Thursday, October 01, 2009

Liz Cheney, Torture As A Family-Values Issue & Other News From The Dark Side

LIZ CHENEY SEATED BETWEEN SISTER MARY AND FATHER
There is something both appalling and wonderful about Liz Cheney emerging as a torch bearer for her war criminal father. Appalling because she is unqualified to speak about anything, let alone run for public office, but nevertheless has been elevated to big megaphone status. Wonderful because the Republican Party yet again proves itself far more interested in scratching the tummies of its shriveled and reliably right-wing base than trying to attract new voters with mainstream values.

Like daughter like father, La Cheney's hot-button issue is torture. But unlike that father, who as the most reviled vice president of modern times rationalized torture as a "necessary evil," she has transformed waterboarding, kicking and beating, sleep deprivation, prolonged shackling and sexual assault threats into a family values issue.

As perverse as that is, I suppose you could say that by Liz's lights not only does a woman not have the right to choose what to do with her own body but a suspected terrorist does not have the right to choose what is done to his body by dungeon masters who willfully ignore international covenants and the rule of law.

Kind of a neat symmetry, don't you think?

TORTURED RATIONALIZATIONS
In defending its conduct in court, Bush administration lawyers engaged in some pretty outrageous rationalizations. My favorite was their justification for the indefinite detention of alleged terrorists, which basically boils down to "We can do it so we do even if our claims are unverifiable."

This prompted a three-judge panel headed by David Santelle, one of the most conservative judges in the federal judiciary, to quote from Lewis Carroll's "The Hunting of the Snark" in demolishing that claim:


"I have said it thrice: What I tell you is three times true."

But I now have a new fave that is buried in a 65-page ruling by District Court Judge
Coleen Kollar-Kotelly in a habeas case resulting from Boumediene v. Bush. That is the case in which the Supreme Court ruled last year for no less than the third time (the first two rulings were more or less ignored) that the Military Commissions Act legislating a rump legal system for detaining and trying suspects was unconstitutional.

In a withering denunciation of the evidence presented to her court, Kollar-Kotelly wrote that
"Far from providing the Court with credible and reliable evidenced as the basis for [Mahmoud] Al Rabiah's continued detention, the Government asks this Court to simply accept the same confessions that the Government's own interrogators did not credit, and to ignore the assessment of a government intelligence analyst [at Guantánamo Bay] that Al Rabiah should not have been detained."

TREAT 'EM DECENTLY & THEY'LL TALK . . .
The body of evidence -- ranging from interrogators for the U.S. during World War II to medical professions -- that treating a detainee decently is likely to yield far more information of value is incontrovertible.

Now comes John Wahlquist, a
veteran interrogator who teaches at the National Defense Intelligence College. He writes that:

"President Obama's executive order on interrogation provides an excellent opportunity to end abusive practices and to propose a new agenda for intelligence interviewing that increases the capability to collect accurate information from enemy detainees effectively and humanely. Seizing this opportunity is essential to increasing the chances of success for counterterrorism operations worldwide and reducing risks to
the lives of American service members and civilians, as well as detainees. Doing so enhances the broader national security agenda without sacrificing American values."

. . . DON'T & YOU'LL CAUSE BRAIN DAMAGE
There's another reason that torture doesn't work: It can damage the brain and that can lead to misinformation.

Shane O'Mara of the Trinity College Institute of Neuroscience in Dublin examined legal memos released in April detailing the torture techniques used.

"They seem based on the idea that repeatedly inducing shock, stress, anxiety, disorientation and lack of control is more effective than standard interrogatory techniques in making suspects reveal information," O'Mara writes.

But he concludes that studies of stress hormones in similar situations suggest such techniques will damage the parts of the brain where memories reside, and lead to "confabulation" of reality with fantasy.

LOSING THE MORAL HIGH GROUND
Marine Brigadier General Michael Lenhart was the first commander of the brig at Guantánamo for terrorism suspects.

He was determined to follow the spirit, if not the letter, of the Geneva Convention, but in the bureaucratic jostling that followed, Lenhart's approach was supplanted by that of a hard-nosed Army general.

Retiring after a 36-year career, the now major general expresses deep disappointment about what happened at Guantánamo after he left.

"I think we lost the moral high ground," Lenhert said. "For those who do not think much of the moral high ground, that is not that significant.

Are you listening Dick and Liz? I didn't think so.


- Work required: The reply must repeat each entry exactly and contain no pictures.

────────────────────

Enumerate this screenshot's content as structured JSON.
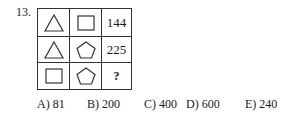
{
  "question": {
    "number": "13.",
    "grid": [
      [
        {
          "type": "shape",
          "shape": "triangle"
        },
        {
          "type": "shape",
          "shape": "square"
        },
        {
          "type": "text",
          "value": "144"
        }
      ],
      [
        {
          "type": "shape",
          "shape": "triangle"
        },
        {
          "type": "shape",
          "shape": "pentagon"
        },
        {
          "type": "text",
          "value": "225"
        }
      ],
      [
        {
          "type": "shape",
          "shape": "square"
        },
        {
          "type": "shape",
          "shape": "pentagon"
        },
        {
          "type": "text",
          "value": "?"
        }
      ]
    ],
    "answers": [
      {
        "label": "A) 81"
      },
      {
        "label": "B) 200"
      },
      {
        "label": "C) 400"
      },
      {
        "label": "D) 600"
      },
      {
        "label": "E) 240"
      }
    ]
  }
}
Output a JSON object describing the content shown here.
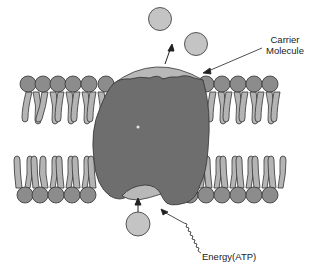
{
  "diagram": {
    "labels": {
      "carrier_line1": "Carrier",
      "carrier_line2": "Molecule",
      "energy": "Energy(ATP)"
    },
    "colors": {
      "background": "#ffffff",
      "phospholipid_head": "#8c8c8c",
      "phospholipid_tail": "#b4b4b4",
      "carrier_protein": "#6e6e6e",
      "carrier_cap": "#b8b8b8",
      "molecule": "#c4c4c4",
      "outline": "#333333"
    },
    "elements": {
      "molecules_outside": 2,
      "molecules_inside": 1,
      "top_head_count": 11,
      "bottom_head_count": 11
    }
  }
}
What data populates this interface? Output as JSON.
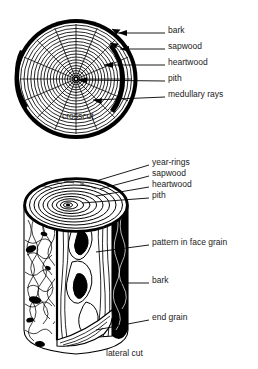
{
  "figure": {
    "background_color": "#ffffff",
    "ink_color": "#000000",
    "text_color": "#1a1a1a"
  },
  "crosscut": {
    "caption": "crosscut",
    "labels": [
      {
        "key": "bark",
        "text": "bark",
        "text_x": 168,
        "text_y": 29,
        "leader_x1": 141,
        "leader_x2": 165,
        "leader_y": 33,
        "arrow": true,
        "arrow_x": 112,
        "arrow_y": 29
      },
      {
        "key": "sapwood",
        "text": "sapwood",
        "text_x": 168,
        "text_y": 45,
        "leader_x1": 141,
        "leader_x2": 165,
        "leader_y": 49,
        "arrow": true,
        "arrow_x": 110,
        "arrow_y": 43
      },
      {
        "key": "heartwood",
        "text": "heartwood",
        "text_x": 168,
        "text_y": 61,
        "leader_x1": 141,
        "leader_x2": 165,
        "leader_y": 65,
        "arrow": true,
        "arrow_x": 105,
        "arrow_y": 63
      },
      {
        "key": "pith",
        "text": "pith",
        "text_x": 168,
        "text_y": 77,
        "leader_x1": 141,
        "leader_x2": 165,
        "leader_y": 81,
        "arrow": true,
        "arrow_x": 73,
        "arrow_y": 82
      },
      {
        "key": "medullary-rays",
        "text": "medullary rays",
        "text_x": 168,
        "text_y": 93,
        "leader_x1": 141,
        "leader_x2": 165,
        "leader_y": 97,
        "arrow": true,
        "arrow_x": 94,
        "arrow_y": 100
      }
    ],
    "caption_x": 62,
    "caption_y": 115,
    "ring_count": 17,
    "ray_count": 16
  },
  "lateral": {
    "caption": "lateral cut",
    "labels": [
      {
        "key": "year-rings",
        "text": "year-rings",
        "text_x": 152,
        "text_y": 161,
        "leader_x1": 124,
        "leader_x2": 149,
        "leader_y": 165
      },
      {
        "key": "sapwood",
        "text": "sapwood",
        "text_x": 152,
        "text_y": 172,
        "leader_x1": 124,
        "leader_x2": 149,
        "leader_y": 176
      },
      {
        "key": "heartwood",
        "text": "heartwood",
        "text_x": 152,
        "text_y": 183,
        "leader_x1": 124,
        "leader_x2": 149,
        "leader_y": 187
      },
      {
        "key": "pith",
        "text": "pith",
        "text_x": 152,
        "text_y": 194,
        "leader_x1": 124,
        "leader_x2": 149,
        "leader_y": 198
      },
      {
        "key": "pattern-in-face-grain",
        "text": "pattern in face grain",
        "text_x": 152,
        "text_y": 241,
        "leader_x1": 124,
        "leader_x2": 149,
        "leader_y": 245
      },
      {
        "key": "bark",
        "text": "bark",
        "text_x": 152,
        "text_y": 279,
        "leader_x1": 124,
        "leader_x2": 149,
        "leader_y": 283
      },
      {
        "key": "end-grain",
        "text": "end grain",
        "text_x": 152,
        "text_y": 316,
        "leader_x1": 124,
        "leader_x2": 149,
        "leader_y": 320
      }
    ],
    "caption_x": 106,
    "caption_y": 352,
    "ring_count": 9
  }
}
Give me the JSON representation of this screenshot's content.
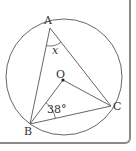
{
  "diagram": {
    "type": "inscribed-angle",
    "points": {
      "A": {
        "label": "A",
        "x": 50,
        "y": 28
      },
      "B": {
        "label": "B",
        "x": 30,
        "y": 124
      },
      "C": {
        "label": "C",
        "x": 111,
        "y": 106
      },
      "O": {
        "label": "O",
        "x": 63,
        "y": 80
      }
    },
    "circle": {
      "cx": 64,
      "cy": 77,
      "r": 58
    },
    "angles": {
      "at_A": {
        "label": "x"
      },
      "OBC": {
        "label": "38°"
      }
    },
    "colors": {
      "line": "#555555",
      "frame": "#8a8a8a"
    }
  }
}
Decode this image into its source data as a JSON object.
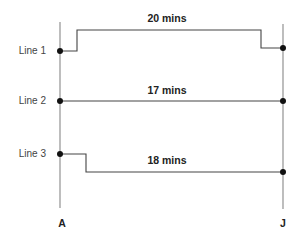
{
  "diagram": {
    "endpoints": [
      {
        "id": "start",
        "label": "A",
        "x": 60,
        "label_x": 62,
        "label_y": 226,
        "y_top": 22,
        "y_bottom": 208
      },
      {
        "id": "end",
        "label": "J",
        "x": 283,
        "label_x": 283,
        "label_y": 226,
        "y_top": 24,
        "y_bottom": 209
      }
    ],
    "lines": [
      {
        "name": "Line 1",
        "duration": "20 mins",
        "label_y": 54,
        "duration_x": 167,
        "duration_y": 22,
        "path": "M60,51 L77,51 L77,30 L261,30 L261,48 L283,48",
        "start_dot": [
          60,
          51
        ],
        "end_dot": [
          283,
          48
        ]
      },
      {
        "name": "Line 2",
        "duration": "17 mins",
        "label_y": 104,
        "duration_x": 167,
        "duration_y": 94,
        "path": "M60,101 L283,101",
        "start_dot": [
          60,
          101
        ],
        "end_dot": [
          283,
          101
        ]
      },
      {
        "name": "Line 3",
        "duration": "18 mins",
        "label_y": 157,
        "duration_x": 167,
        "duration_y": 164,
        "path": "M60,154 L86,154 L86,172 L283,172",
        "start_dot": [
          60,
          154
        ],
        "end_dot": [
          283,
          172
        ]
      }
    ]
  }
}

────────────────────

- Solution:
Enumerate this screenshot's content as structured JSON.
{
  "question": {
    "number": "13.",
    "grid": [
      [
        {
          "type": "shape",
          "shape": "triangle"
        },
        {
          "type": "shape",
          "shape": "square"
        },
        {
          "type": "text",
          "value": "144"
        }
      ],
      [
        {
          "type": "shape",
          "shape": "triangle"
        },
        {
          "type": "shape",
          "shape": "pentagon"
        },
        {
          "type": "text",
          "value": "225"
        }
      ],
      [
        {
          "type": "shape",
          "shape": "square"
        },
        {
          "type": "shape",
          "shape": "pentagon"
        },
        {
          "type": "text",
          "value": "?"
        }
      ]
    ],
    "answers": [
      {
        "label": "A) 81"
      },
      {
        "label": "B) 200"
      },
      {
        "label": "C) 400"
      },
      {
        "label": "D) 600"
      },
      {
        "label": "E) 240"
      }
    ]
  }
}
Output a JSON object describing the content shown here.
{
  "diagram": {
    "labels": {
      "carrier_line1": "Carrier",
      "carrier_line2": "Molecule",
      "energy": "Energy(ATP)"
    },
    "colors": {
      "background": "#ffffff",
      "phospholipid_head": "#8c8c8c",
      "phospholipid_tail": "#b4b4b4",
      "carrier_protein": "#6e6e6e",
      "carrier_cap": "#b8b8b8",
      "molecule": "#c4c4c4",
      "outline": "#333333"
    },
    "elements": {
      "molecules_outside": 2,
      "molecules_inside": 1,
      "top_head_count": 11,
      "bottom_head_count": 11
    }
  }
}
What data populates this interface? Output as JSON.
{
  "figure": {
    "background_color": "#ffffff",
    "ink_color": "#000000",
    "text_color": "#1a1a1a"
  },
  "crosscut": {
    "caption": "crosscut",
    "labels": [
      {
        "key": "bark",
        "text": "bark",
        "text_x": 168,
        "text_y": 29,
        "leader_x1": 141,
        "leader_x2": 165,
        "leader_y": 33,
        "arrow": true,
        "arrow_x": 112,
        "arrow_y": 29
      },
      {
        "key": "sapwood",
        "text": "sapwood",
        "text_x": 168,
        "text_y": 45,
        "leader_x1": 141,
        "leader_x2": 165,
        "leader_y": 49,
        "arrow": true,
        "arrow_x": 110,
        "arrow_y": 43
      },
      {
        "key": "heartwood",
        "text": "heartwood",
        "text_x": 168,
        "text_y": 61,
        "leader_x1": 141,
        "leader_x2": 165,
        "leader_y": 65,
        "arrow": true,
        "arrow_x": 105,
        "arrow_y": 63
      },
      {
        "key": "pith",
        "text": "pith",
        "text_x": 168,
        "text_y": 77,
        "leader_x1": 141,
        "leader_x2": 165,
        "leader_y": 81,
        "arrow": true,
        "arrow_x": 73,
        "arrow_y": 82
      },
      {
        "key": "medullary-rays",
        "text": "medullary rays",
        "text_x": 168,
        "text_y": 93,
        "leader_x1": 141,
        "leader_x2": 165,
        "leader_y": 97,
        "arrow": true,
        "arrow_x": 94,
        "arrow_y": 100
      }
    ],
    "caption_x": 62,
    "caption_y": 115,
    "ring_count": 17,
    "ray_count": 16
  },
  "lateral": {
    "caption": "lateral cut",
    "labels": [
      {
        "key": "year-rings",
        "text": "year-rings",
        "text_x": 152,
        "text_y": 161,
        "leader_x1": 124,
        "leader_x2": 149,
        "leader_y": 165
      },
      {
        "key": "sapwood",
        "text": "sapwood",
        "text_x": 152,
        "text_y": 172,
        "leader_x1": 124,
        "leader_x2": 149,
        "leader_y": 176
      },
      {
        "key": "heartwood",
        "text": "heartwood",
        "text_x": 152,
        "text_y": 183,
        "leader_x1": 124,
        "leader_x2": 149,
        "leader_y": 187
      },
      {
        "key": "pith",
        "text": "pith",
        "text_x": 152,
        "text_y": 194,
        "leader_x1": 124,
        "leader_x2": 149,
        "leader_y": 198
      },
      {
        "key": "pattern-in-face-grain",
        "text": "pattern in face grain",
        "text_x": 152,
        "text_y": 241,
        "leader_x1": 124,
        "leader_x2": 149,
        "leader_y": 245
      },
      {
        "key": "bark",
        "text": "bark",
        "text_x": 152,
        "text_y": 279,
        "leader_x1": 124,
        "leader_x2": 149,
        "leader_y": 283
      },
      {
        "key": "end-grain",
        "text": "end grain",
        "text_x": 152,
        "text_y": 316,
        "leader_x1": 124,
        "leader_x2": 149,
        "leader_y": 320
      }
    ],
    "caption_x": 106,
    "caption_y": 352,
    "ring_count": 9
  }
}
Give me the JSON representation of this screenshot's content.
{
  "diagram": {
    "type": "inscribed-angle",
    "points": {
      "A": {
        "label": "A",
        "x": 50,
        "y": 28
      },
      "B": {
        "label": "B",
        "x": 30,
        "y": 124
      },
      "C": {
        "label": "C",
        "x": 111,
        "y": 106
      },
      "O": {
        "label": "O",
        "x": 63,
        "y": 80
      }
    },
    "circle": {
      "cx": 64,
      "cy": 77,
      "r": 58
    },
    "angles": {
      "at_A": {
        "label": "x"
      },
      "OBC": {
        "label": "38°"
      }
    },
    "colors": {
      "line": "#555555",
      "frame": "#8a8a8a"
    }
  }
}
Decode this image into its source data as a JSON object.
{
  "diagram": {
    "endpoints": [
      {
        "id": "start",
        "label": "A",
        "x": 60,
        "label_x": 62,
        "label_y": 226,
        "y_top": 22,
        "y_bottom": 208
      },
      {
        "id": "end",
        "label": "J",
        "x": 283,
        "label_x": 283,
        "label_y": 226,
        "y_top": 24,
        "y_bottom": 209
      }
    ],
    "lines": [
      {
        "name": "Line 1",
        "duration": "20 mins",
        "label_y": 54,
        "duration_x": 167,
        "duration_y": 22,
        "path": "M60,51 L77,51 L77,30 L261,30 L261,48 L283,48",
        "start_dot": [
          60,
          51
        ],
        "end_dot": [
          283,
          48
        ]
      },
      {
        "name": "Line 2",
        "duration": "17 mins",
        "label_y": 104,
        "duration_x": 167,
        "duration_y": 94,
        "path": "M60,101 L283,101",
        "start_dot": [
          60,
          101
        ],
        "end_dot": [
          283,
          101
        ]
      },
      {
        "name": "Line 3",
        "duration": "18 mins",
        "label_y": 157,
        "duration_x": 167,
        "duration_y": 164,
        "path": "M60,154 L86,154 L86,172 L283,172",
        "start_dot": [
          60,
          154
        ],
        "end_dot": [
          283,
          172
        ]
      }
    ]
  }
}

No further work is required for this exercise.